Young Island and Sally’s Cliff, Peregrine Hunt

Birders with binoculars

Young Island is some 15 miles long, and its high arched profile interrupts the midnight sun briefly when viewed from the Lodge. Here, we stop at several spots where the slopes are carpeted with flowers, and along a cliff where we often find nesting peregrines, gyrfalcons or roughlegged hawks.

Great swaths of liquoriceroot attract grizzlies who feed on the nutritious roots in early summer. Caribou are often seen here, as are arctic hares, red or arctic foxes, and occasionally a wolverine. Wolves sometimes swim to the island from the adjacent mainland. Long-tailed and common eider ducks, as well as scoters, Canada geese, and all four species of loons often shelter between Young and Jessie’s Island. Small tundra-nesting birds sing from slopes and outcrops. 

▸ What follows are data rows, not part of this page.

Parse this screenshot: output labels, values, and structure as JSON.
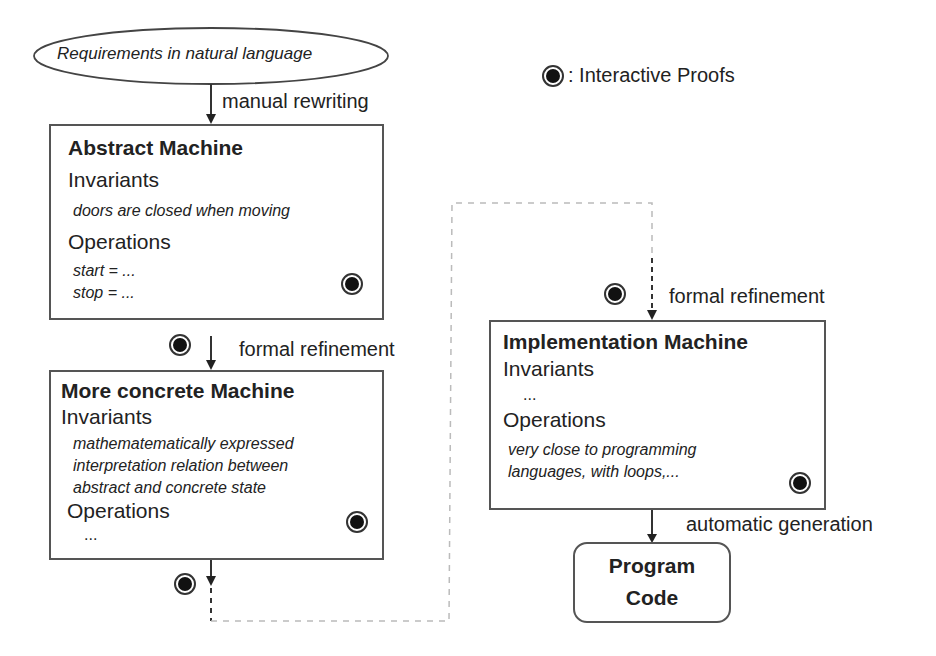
{
  "requirements": {
    "label": "Requirements in natural language"
  },
  "legend": {
    "icon": "interactive-proof-icon",
    "label": ": Interactive Proofs"
  },
  "arrows": {
    "manual": "manual rewriting",
    "refine1": "formal refinement",
    "refine2": "formal refinement",
    "generation": "automatic generation"
  },
  "abstract_machine": {
    "title": "Abstract Machine",
    "invariants_label": "Invariants",
    "invariants": [
      "doors are closed when moving"
    ],
    "operations_label": "Operations",
    "operations": [
      "start = ...",
      "stop = ..."
    ]
  },
  "concrete_machine": {
    "title": "More concrete Machine",
    "invariants_label": "Invariants",
    "invariants": [
      "mathematematically expressed",
      "interpretation relation between",
      "abstract and concrete state"
    ],
    "operations_label": "Operations",
    "operations": [
      "..."
    ]
  },
  "implementation_machine": {
    "title": "Implementation Machine",
    "invariants_label": "Invariants",
    "invariants": [
      "..."
    ],
    "operations_label": "Operations",
    "operations": [
      "very close to programming",
      "languages, with loops,..."
    ]
  },
  "program_code": {
    "line1": "Program",
    "line2": "Code"
  },
  "colors": {
    "line": "#333333",
    "dashed_light": "#bbbbbb",
    "proof_fill": "#111111"
  }
}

One stop is a small bay where we climb up along a terrace below a sheer diabase cliff. This is called “Sally’s Cliff” after a peregrine family that has nested here for forty years. There is room to set up spotting scopes and watch the falcons at the nest. In 2015, the peregrines were absent, and a gyrfalcon was nesting on the cliff, a wonderful surprise! We occasionally circumnavigate Young Island, stopping to explore ridges and rebound beaches. American golden plovers nest on the crest of the island.